An opinion piece in the same newspaper by Lily Zakiyah Munir, director of the Centre for Peace and Democracy Studies in East Java, focused on the al-Qaeda tactic of aggressively condemning the vast majority of people, Muslims and non-Muslims, who disagreed with their warped beliefs.
She noted that it seems “easy now for some Muslims to condemn others, both Muslims and non-Muslims alike, as being sinful, deviant, unbelievers or damned, as if they were little gods who can look into people’s hearts”.
She went on to confirm a key point about the al-Qaeda belief system: “Jihad is often equated with ‘holy war’. This notion, in Arabic al-Harb al-Muqaddasah, does not exist in the Koran.
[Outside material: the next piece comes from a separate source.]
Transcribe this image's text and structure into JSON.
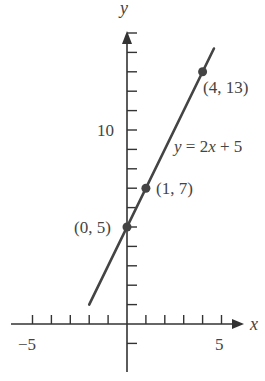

War is never holy; it is either justified or not.”
Another contribution from Khalad Duzdsar, a Palestinian writer from the Common Ground News Service in Jerusalem, pulled no punches in his analysis of the serious threat al-Qaeda posed to Islam itself.
Muslims, Islamic countries and Arab countries now face a crucial challenge. There should be no excuse now for neglecting and denying the dangerous, wide spread of the carriers of this new mad disease . . . All Muslims and Arabs should unify in one mission, which is to fight the mad ideologies presented by mad secessionists from what Islam really brought to the world and what Islam really wants to promote.”
The writer is clearly worried by the effects on the Palestinian struggle for a homeland.
“I do accuse those people for damaging our cause and destroying our years of struggle for freedom. They can’t take our cause as an excuse for their evil and mad beliefs. No matter where they are acting; in Baghdad or New York, in Istanbul or Paris, in Madrid or Amman, in Cairo or London, in Beirut or Jerusalem, or even in Bali, it only causes damage for us. Especially, in times where we Palestinians are searching for international support to bring to life the long-hoped-for Palestinian state.”
The threat to the West is real, but it does not come from Islam. The bombs we saw in Madrid and London were not the work of Islam, but of a deranged minority of extremists within Islam.
Nor was the bombing of Omagh the work of nationalist or even Catholic Ireland . . . and we don’t begin to think of ourselves as to blame for that.
The majority of Muslims perceive al-Qaeda as we do. There is however a self-declared “minority of a minority of a minority” who believe that Islam is incompatible with secular democracy and the modern world. The only way this demented minority could win is if we provide them with a conflict of civilisations which would radicalise the moderate Muslim opinions quoted above and the majority of those within Islam.